With those chefs having stepped to the side, the judges begin to really tear into the three chefs up for elimination: Aaron, Melissa, and Stacy. Melissa admits that she was concerned about the texture of her gazpacho, and Jamie tells her that if she’s going to make a classic dish, it’s got to be perfect. Hugh didn’t enjoy the “watery finish” of the dish.

As for Aaron, Padma tells him that he bit off more than he could chew. Hugh blasts him for having mushy scallop noodles. Padma wants to know whether anyone on Aaron’s team warned him against trying to do too much in his dish. Adam pipes up, saying that Aaron believed he could finish and thus he didn’t have a problem having confidence in his teammate.

Then, in unbelievable fashion, Greg chimes in from the sidelines. “I would have never allowed that to happen,” he says self-righteously. “You have to work together as a team, and we all know what each other are strong and weak at.” Who asked you? I wonder aloud. What a pompous little a-hole. This is your third team win. We get it. You do well in group challenges. So shut your trap and stop acting like a Mr. Know-It-All.

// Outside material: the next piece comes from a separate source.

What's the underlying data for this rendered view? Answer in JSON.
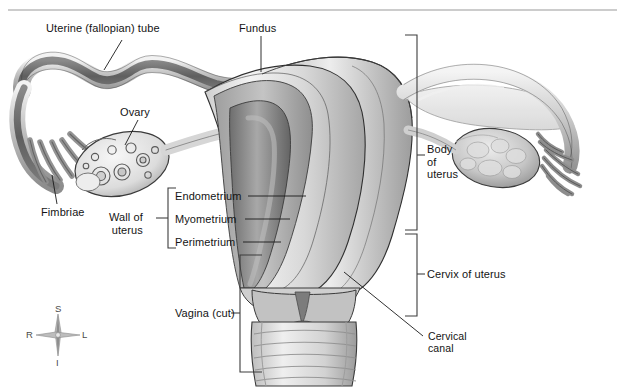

Tom turns to Stacy and says, “you’re probably wondering what’s going on, thinking ‘hey, I won my challenge.’” Stacy says she felt good about her food but Hugh brings her back own to earth. “You went up against a weak dish,” he says bluntly.

All in all, this was the most critical, chastising Judges Table I’ve seen all season. Someone needs to give the judges a glass of wine or scotch. Or maybe a bag of ice for their hands, which must be sore from all that finger wagging. Apparently, Judges gonna judge judge judge judge judge . . . .

It’s judgment time and Tom’s delivering the eulogy. The challenge really brought out everyone’s competitive spirits, but the Winning Team saw their cavalry arrive just in the nick of time, and thus one of the three will be going home today. I predict Aaron, as his dish sounds like it was pretty much a total mess.

And yep, it’s Aaron. Tom tells him that he tried to do too many things, and that he let his team and himself down. Aaron gives a little speech about being the youngest chef, and having not gone to culinary school. Wow, that boulder of a chip is still lying on his shoulder.

Aaron is treated to a couple of chilly hugs from his fellow cheftestants - which he has most certainly earned - and heads out the door. In his closing testimonial, he says that had an awesome experience, even though he “caused shit and didn’t make many friends.” He wasn’t classically trained and hopes that his success of Top Chef serves as inspiration for those who don’t think they have a chance in life. “You can come from nothing,” he says, “and achieve what you’re looking for.” Unless that means leaving as the tenth best chef on this season of the show, I’m not sure Aaron has made his point as well as he thinks he has.